[5] Many scholars believed that the various ANA alphabets were derived from the ASA script, mainly because the latter was employed by a major civilization and exhibited more angular features.
[9] Dadanitic was the alphabet used by the inhabitants of the ancient oasis of Dadan (Biblical Dedān, modern Al-`Ula in north-west Saudi Arabia), probably some time during the second half of the first millennium BC.
It lies in northern Saudi Arabia at the south-eastern end of the Wādī Sirḥān which leads up to the oasis of Azraq in north-eastern Jordan.
[10] Hasaitic is the name given to the inscriptions — mostly gravestones — which have been found in the huge oasis of Al-Hasa in north-eastern Saudi Arabia at sites like Thāj and Qatīf, with a few from more distant locations.
[10] Safaitic is the name given to the alphabet and variety of Old Arabic used by tens of thousands of ancient nomads in the deserts of what are now southern Syria, north-eastern Jordan, and northern Saudi Arabia.

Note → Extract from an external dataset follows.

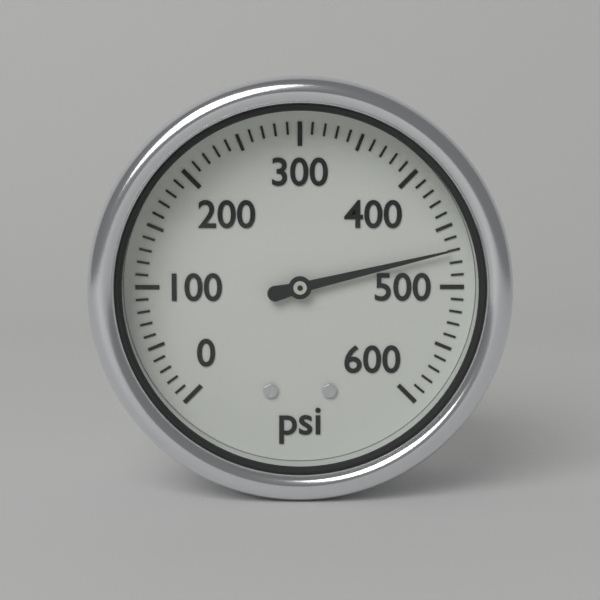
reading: 470 psi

About the same time an Assyrian official west of the Euphrates reported that he had ambushed a caravan of the people of Taymāʾ and Sabaʾ (an ancient South Arabian kingdom, Biblical Sheba) because it had tried to avoid paying tolls.

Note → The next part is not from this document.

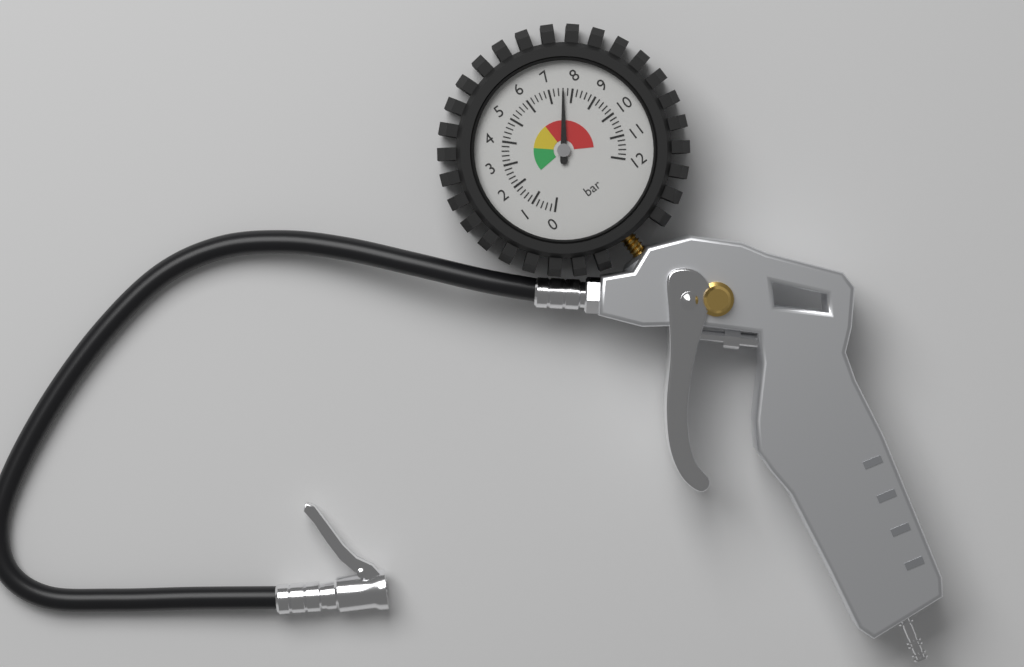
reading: 7.6 bar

In 1937, Fred V. Winnett divided those known at the time into five rough categories A, B, C, D, E. In 1951, some 9000 more inscriptions were recorded in south-west Saudi Arabia which have been given the name 'Southern Thamudic'.
Further study by Winnett showed that the texts he had called 'Thamudic A' represent a clearly defined script and language and he therefore removed them from the Thamudic 'pending file' and gave them the name 'Taymanite', which was later changed to 'Taymanitic'.